In the past, U.S. presidents have typically focused trade sanctions on countries that engage in unfair trade. By announcing across-the-board tariffs, Trump has essentially undermined a longstanding talking point in the U.S. steel industry— namely that our domestic steel producers can compete with any other country in the world, if given a level playing field. They’ve accused China, in particular, of unfair trade because that country lacks the same labor and environmental standards with which the U.S. industry must comply.

That’s true, but it also isn’t addressed by Trump’s announced tariffs. Chinese steel exports to the U.S. have fallen by two-thirds since President Obama announced a 500-percent tariff on Chinese steel products back in 2016, in response to a finding that Chinese producers were illegally dumping steel. Trump’s announcement will have no impact on Chinese steel exports to the U.S.

The biggest losers from Trump’s announced tariffs will be Canada and the European Union, particularly Germany, both of which export far more steel to the U.S. than China does in the wake of the Obama tariffs. Yet if Canada and Germany, which maintain higher labor and environmental standards generally than here in the U.S., can export steel to our domestic market and do so more cheaply than our domestic industry, perhaps the problem doesn’t lie with the lack of a level playing field. Maybe other domestic policies, and a lack of needed investment in the U.S. steel industry, are at the root of the problem. And that won’t be fixed by a tariff scheme that is purely protectionist, rather than a response to legitimately unfair trade practices.

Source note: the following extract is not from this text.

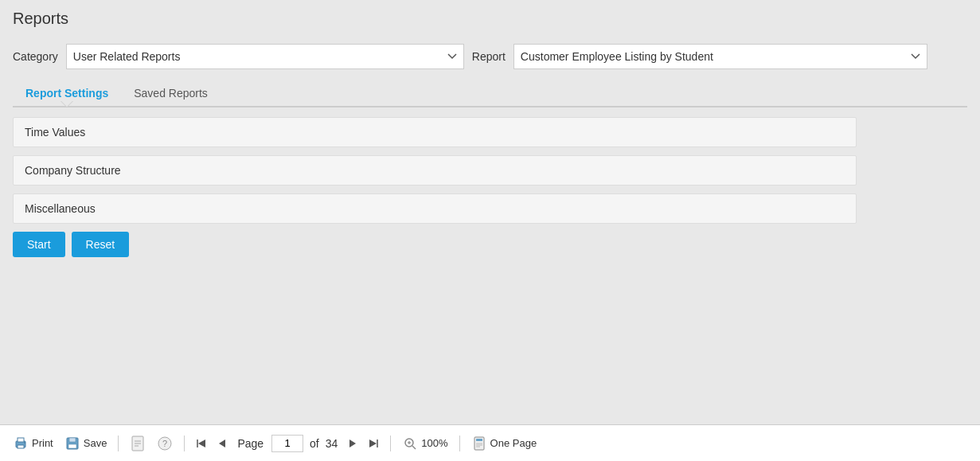 The image size is (980, 461). I want to click on bottom-toolbar: Print Save ?, so click(490, 443).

In the end, Trump’s tariffs won’t last because they won’t work, not even for the steel industry. The vast majority of steel produced in the U.S. goes into our domestic manufacturing sector, and Trump’s plan will noticeably increase the cost of steel-intensive U.S. products, from cars, to pipe, to large appliances, and that will give foreign producers of these products a further competitive edge in the global marketplace. As sales of American-made products fall, demand for U.S. steel will fall as well.

If Trump responds with tariffs on foreign cars and other manufactured products, which he has already threatened, it could send the global economy spiraling into a harmful trade war with wide scale economic repercussions— none of which would help the U.S. steel industry. It’s for reasons like this that President George W. Bush quickly dropped similar tariffs that his administration had implemented back in 2002 to protect the U.S. steel industry. They found the tariffs did more harm than good.

When Trump tweets that trade wars are “easy to win,” he clearly has no idea what he’s talking about. Trade wars create major economic dislocations and damage to all involved. Whatever short-term benefit might accrue to the Iron Range as a result of Trump’s latest move, could well be overshadowed by the long-term harm.

It’s understandable that workers in the U.S. feel threatened by the system of world trade as it exists today, and may celebrate any move that causes disruption in a model that currently rewards those at the top and leaves the rest of us behind. The solution, however, is to adjust our political policies to ensure that the benefits of the current economic system are more widely shared. Simply blowing up the economic system, as Trump now threatens to do, will leave few, if any, winners behind.